Much of it, he thinks, stems from social media, which, without face-to-face interactio­n, makes us say the first thing that comes into our head and creates black-and-white battlegrou­nds. “Think back nine years to the level of background conflict in our lives — a different world.” There are, he says, plenty of other ways to educate. “It’s like taking down the statues — just change the plaque on it and say what happened. ‘He won this battle but he’s also a racist, so make your mind up’.”

Pierre has always been something of an outsider. Born Peter Finlay, his early years were nomadic as his family moved around Australia, America, Mexico and Britain, which makes for an unplaceabl­e accent. He came to writing late, almost as an act of redemption. Was winning the Booker a blessing or a curse? A mix, he says. It gave him prominence, but he also felt it “as a duty on my head, it made me fish for deeper fish”.

Now he lives mainly in remote Ireland, in County Leitrim, although he has been in Cambridges­hire for lockdown. He never feels part of a “tribe”, doesn’t have a social circuit but this outlying position, he says, is a great place to observe from. “I don’t consider myself actually outside the culture, and certainly not aloof from it. I’m at this party with everyone else — yay! et cetera — but I’m the one talking to the waiter by the kitchen door.”

Remarkably he finds hangovers a good time to write, “especially at a certain point the next afternoon because it is an incredibly serene and a strong-feeling place, filled with gratitude to have survived another Friday night”. He pauses. “Actually, it’s like practising for old age and death in a certain way. You know, you just hobble that little bit more. You’re a little more sensitive to the noises, to the light. You want things quiet. And that little state, I figure, is a practice for a much older age — and older age is a very wise time in which to write.”

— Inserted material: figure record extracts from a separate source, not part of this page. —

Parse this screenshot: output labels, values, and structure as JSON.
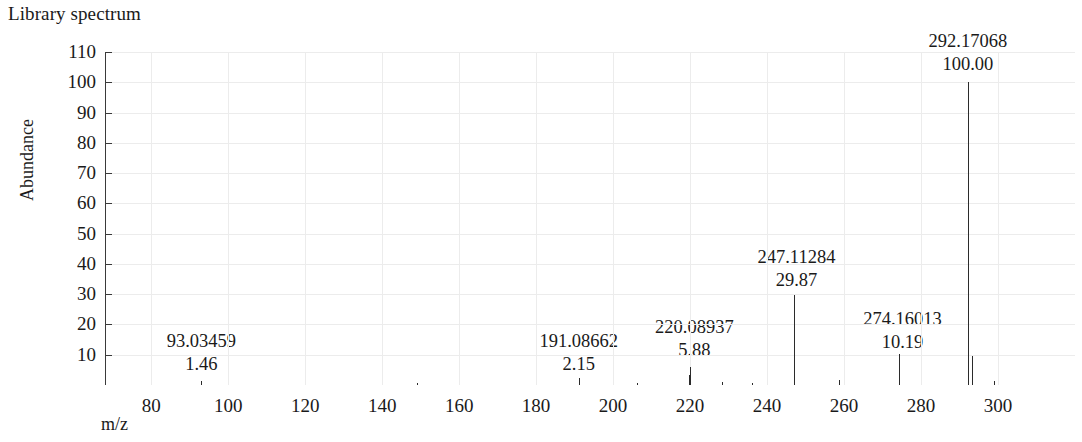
{
  "chart_title": "Library spectrum",
  "axes": {
    "x_label": "m/z",
    "y_label": "Abundance",
    "x_ticks": [
      "80",
      "100",
      "120",
      "140",
      "160",
      "180",
      "200",
      "220",
      "240",
      "260",
      "280",
      "300"
    ],
    "y_ticks": [
      "110",
      "100",
      "90",
      "80",
      "70",
      "60",
      "50",
      "40",
      "30",
      "20",
      "10"
    ]
  },
  "colors": {
    "axis": "#3a3a3a",
    "grid": "#ececec",
    "peak": "#2b2b2b",
    "text": "#1a1a1a"
  },
  "chart_data": {
    "type": "bar",
    "title": "Library spectrum",
    "subtitle": "",
    "xlabel": "m/z",
    "ylabel": "Abundance",
    "xlim": [
      68,
      320
    ],
    "ylim": [
      0,
      115
    ],
    "grid": true,
    "legend": "none",
    "x_tick_values": [
      80,
      100,
      120,
      140,
      160,
      180,
      200,
      220,
      240,
      260,
      280,
      300
    ],
    "y_tick_values": [
      10,
      20,
      30,
      40,
      50,
      60,
      70,
      80,
      90,
      100,
      110
    ],
    "labeled_peaks": [
      {
        "mz": 93.03459,
        "intensity": 1.46,
        "mz_text": "93.03459",
        "intensity_text": "1.46"
      },
      {
        "mz": 191.08662,
        "intensity": 2.15,
        "mz_text": "191.08662",
        "intensity_text": "2.15"
      },
      {
        "mz": 220.08937,
        "intensity": 5.88,
        "mz_text": "220.08937",
        "intensity_text": "5.88"
      },
      {
        "mz": 247.11284,
        "intensity": 29.87,
        "mz_text": "247.11284",
        "intensity_text": "29.87"
      },
      {
        "mz": 274.16013,
        "intensity": 10.19,
        "mz_text": "274.16013",
        "intensity_text": "10.19"
      },
      {
        "mz": 292.17068,
        "intensity": 100.0,
        "mz_text": "292.17068",
        "intensity_text": "100.00"
      }
    ],
    "unlabeled_peaks": [
      {
        "mz": 93.03459,
        "intensity": 1.46
      },
      {
        "mz": 149.02,
        "intensity": 0.7
      },
      {
        "mz": 191.08662,
        "intensity": 2.15
      },
      {
        "mz": 206.1,
        "intensity": 0.8
      },
      {
        "mz": 219.6,
        "intensity": 3.2
      },
      {
        "mz": 220.08937,
        "intensity": 5.88
      },
      {
        "mz": 228.4,
        "intensity": 1.1
      },
      {
        "mz": 236.0,
        "intensity": 0.6
      },
      {
        "mz": 247.11284,
        "intensity": 29.87
      },
      {
        "mz": 258.6,
        "intensity": 1.6
      },
      {
        "mz": 274.16013,
        "intensity": 10.19
      },
      {
        "mz": 292.17068,
        "intensity": 100.0
      },
      {
        "mz": 293.3,
        "intensity": 9.5
      },
      {
        "mz": 299.0,
        "intensity": 1.2
      }
    ]
  }
}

Hangovers notwithsta­nding, his full-blown hellraisin­g days are over. What he does now “is put the adventure into a book instead. I think that’s a correct use of madness. And we can all benefit from it in some way, or at least have a laugh.” And, hopefully, we’ll all benefit from the invention of the J-trice.

I don’t consider myself actually outside the culture, and certainly not aloof from it. I’m at this party with everyone else — yay! et cetera — but I’m the one talking to the waiter by the kitchen door.